I’m working monochromatically here within the grayscale as you can see by my black cardigan sweater made more casual with its two front pockets and my gray and white stripe shirt. In today’s video, I’m wearing a casual outfit good for doing some garment care around the house. Do you have a preference between irons and steamers? Share with us in the comments! Outfit Rundown The well-prepared gentleman, then, should ideally have an iron and a steamer in his garment care arsenal. It’s ideal for touch-ups and for use while traveling. Meanwhile, a steamer is easier to use, more versatile overall, and provides generally good results on both delicate and average weight fabrics. While ironing takes a bit longer and requires a bit more expertise, it provides a level of polish a steamer can’t. It’s best to have both an iron and a steamer in your arsenal!Īn iron is better if results matter to you. Steamers, therefore, are generally going to be more user-friendly overall. This is in contrast to an iron, where if you’ve got multiple layers of fabric on top of one another, you might be wrinkling one portion while smoothing out another.

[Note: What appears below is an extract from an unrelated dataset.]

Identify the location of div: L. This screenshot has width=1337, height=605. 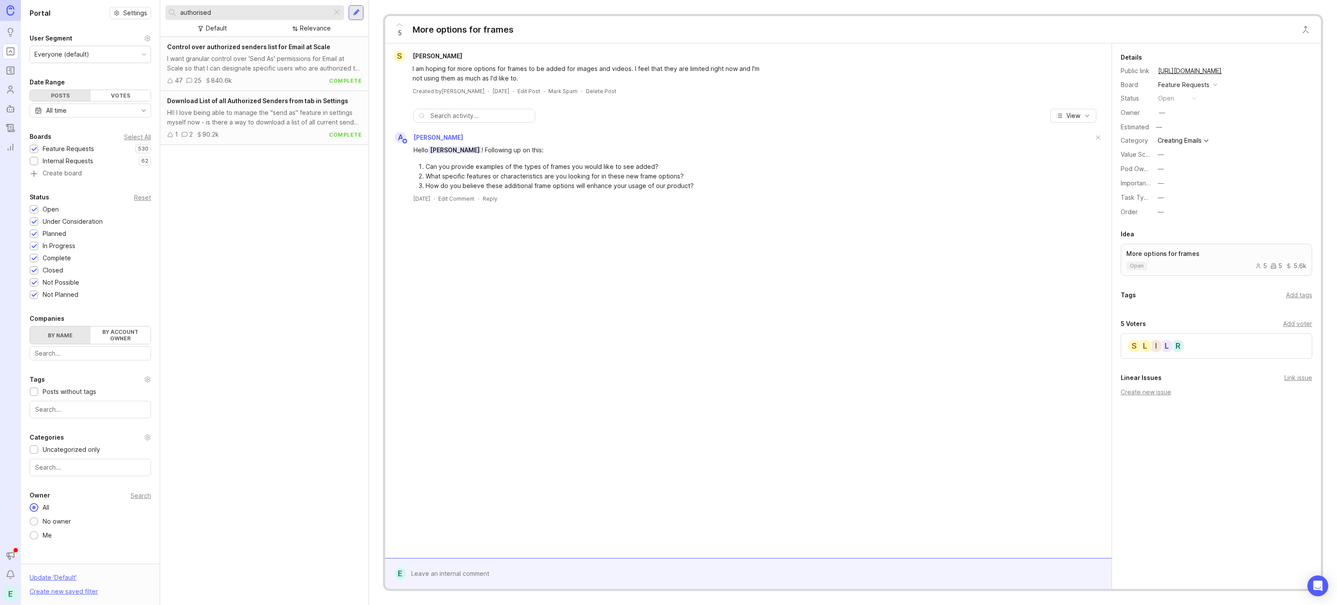
(1145, 346).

When using a steamer with a hanging garment you won’t create creases, as you aren’t flattening the fabric against a hard surface and you’ll easily be able to see how the garment naturally hangs. Whether hand-held or stand-up, steamers typically aren’t going to take up as much room as an ironing setup, either. Steamers are generally faster than irons, as well, as you don’t have to lay your garments out on a flat surface and keep re-positioning them as you work. The user simply needs to hang up their garment, fill the steamer’s water reservoir and plug it in, wait for a few minutes, and then go over the article with a sweeping motion, allowing the steam from the wand to straighten out any wrinkles. Steamers typically aren’t going to take up as much room as an ironing setupĪlso, most steamers are easy to use. Garment steamers made this job much easier. At the time many people used a tea kettle to steam out wrinkles in their hats or to re-block them.
#Standing steam iron portable#
Some sources indicate that more portable models came about because of the popularity of men’s hats in the first half of the 20th century.

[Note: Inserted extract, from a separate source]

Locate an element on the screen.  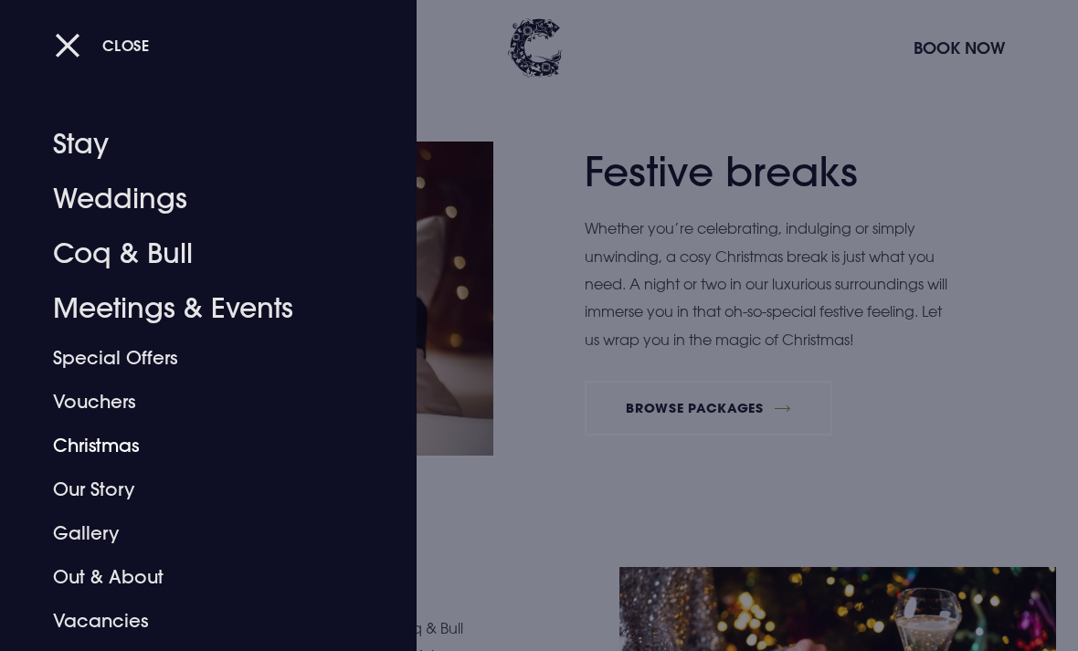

#Standing steam iron professional#
Meanwhile, commercial fabric steamers (also called garment steamers or simply steamers) have been available since the early 1900s, employed early on by professional cleaners before spreading to home usage–but compact models are a fairly modern innovation. It was these irons that achieved popularity and led the way to the more widespread use of electric steam ironing during the 1940s and ’50s, which continues up to the present day. Four years later, in 1938, Skolnik granted the Steam-O-Matic Corporation of New York the exclusive right to manufacture steam-electric irons.
The patent for an electric steam iron was issued to Max Skolnik of Chicago in 1934. The first commercially available electric steam iron was introduced in 1926 by the Eldec company of New York, but it wasn’t initially a commercial success. Meanwhile, credit for the invention of the steam iron goes to Thomas Sears. Seeley of New York City in 1882, however. The invention of the resistively heated electric iron is credited to Henry W.